- Residents are frustrated with Oregon’s inaction to addressing groundwater issues, which include elevated levels of nitrates well above the federal limit of 10 parts per million.
- Fertilizer runoff and wastewater from farms and industrial operations are to blame for nitrate contamination.
- State plans to end drinking water delivery in June 2023.
By: OPB | Jan. 21, 2023
As U.S. Sen. Jeff Merkley peered underneath a sink belonging to Mike Pearson, the Morrow County local told him that the reverse osmosis filter provided by the county still wasn’t getting enough nitrates out of his drinking water to make it safe.
“I had one in, we tested it,” Pearson said. “And if I remember right, the best we could get is 12. And then when I put this new one in, it’s 26.1.”
The U.S. Environmental Protection Agency maintains that any nitrate concentration above 10 parts per million is unsafe to drink.
For decades, fertilizer runoff and wastewater from farms and industrial operations have seeped into the groundwater of the Lower Umatilla Basin, an area that covers northern Morrow County and western Umatilla County. For many residents who draw their water from private wells rather than city water systems, this has meant dangerously high concentrations of nitrates, a chemical that can cause respiratory infections, thyroid dysfunctions and bladder cancer…
“State agencies have failed to protect our groundwater and are unresponsive in meeting our basic need for safe drinking water,” they wrote. “We need your immediate attention to address this rural environmental injustice.”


- [TASK DIRECTIONS]:
Search term "node": copy each line of the records that contains it.

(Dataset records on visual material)
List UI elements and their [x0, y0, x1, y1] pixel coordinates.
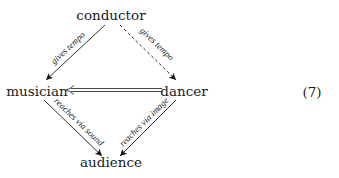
double-arrow-dancer-musician [66, 86, 162, 95]
node-conductor: conductor [76, 7, 146, 23]
label-dancer-audience: reaches via image [117, 95, 170, 148]
equation-number: (7) [302, 84, 321, 100]
label-conductor-dancer: gives tempo [138, 25, 176, 62]
arrow-dancer-audience [120, 100, 176, 156]
commutative-diagram: conductor musician dancer audience (7) g… [0, 0, 339, 178]
node-dancer: dancer [160, 83, 208, 99]
label-musician-audience: reaches via sound [52, 96, 106, 148]
label-conductor-musician: gives tempo [49, 29, 87, 66]
node-audience: audience [80, 154, 142, 170]
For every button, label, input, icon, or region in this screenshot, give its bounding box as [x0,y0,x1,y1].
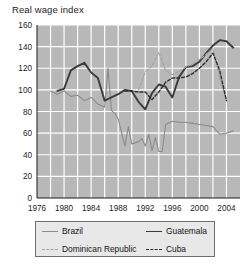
chart-legend: Brazil Guatemala Dominican Republic Cuba [35,221,215,257]
legend-item-dominican-republic[interactable]: Dominican Republic [36,245,140,254]
y-axis-tick-label: 80 [23,108,33,117]
x-axis-tick-label: 1992 [136,204,155,211]
legend-swatch-dominican-republic [42,246,58,253]
x-axis-tick-label: 1976 [28,204,47,211]
y-axis-tick-label: 160 [18,21,32,30]
y-axis-tick-label: 100 [18,86,32,95]
legend-swatch-guatemala [146,228,162,235]
y-axis-tick-label: 60 [23,129,33,138]
legend-label-guatemala: Guatemala [166,227,207,236]
y-axis-tick-label: 140 [18,43,32,52]
chart-figure: Real wage index 020406080100120140160197… [0,0,250,265]
chart-title: Real wage index [12,4,84,15]
legend-item-guatemala[interactable]: Guatemala [140,227,216,236]
y-axis-tick-label: 120 [18,64,32,73]
chart-canvas: 0204060801001201401601976198019841988199… [0,16,250,211]
legend-item-cuba[interactable]: Cuba [140,245,216,254]
legend-swatch-cuba [146,246,162,253]
y-axis-tick-label: 20 [23,172,33,181]
legend-label-brazil: Brazil [62,227,83,236]
x-axis-tick-label: 1988 [109,204,128,211]
x-axis-tick-label: 2004 [217,204,236,211]
legend-swatch-brazil [42,228,58,235]
y-axis-tick-label: 40 [23,151,33,160]
x-axis-tick-label: 2000 [190,204,209,211]
legend-item-brazil[interactable]: Brazil [36,227,140,236]
legend-label-dominican-republic: Dominican Republic [62,245,136,254]
x-axis-tick-label: 1980 [55,204,74,211]
plot-area: 0204060801001201401601976198019841988199… [0,16,250,211]
x-axis-tick-label: 1984 [82,204,101,211]
y-axis-tick-label: 0 [27,194,32,203]
x-axis-tick-label: 1996 [163,204,182,211]
legend-label-cuba: Cuba [166,245,186,254]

- [WRITTEN SOLUTION]:
node-conductor: conductor [76, 7, 146, 23]
node-dancer: dancer [160, 83, 208, 99]
node-audience: audience [80, 154, 142, 170]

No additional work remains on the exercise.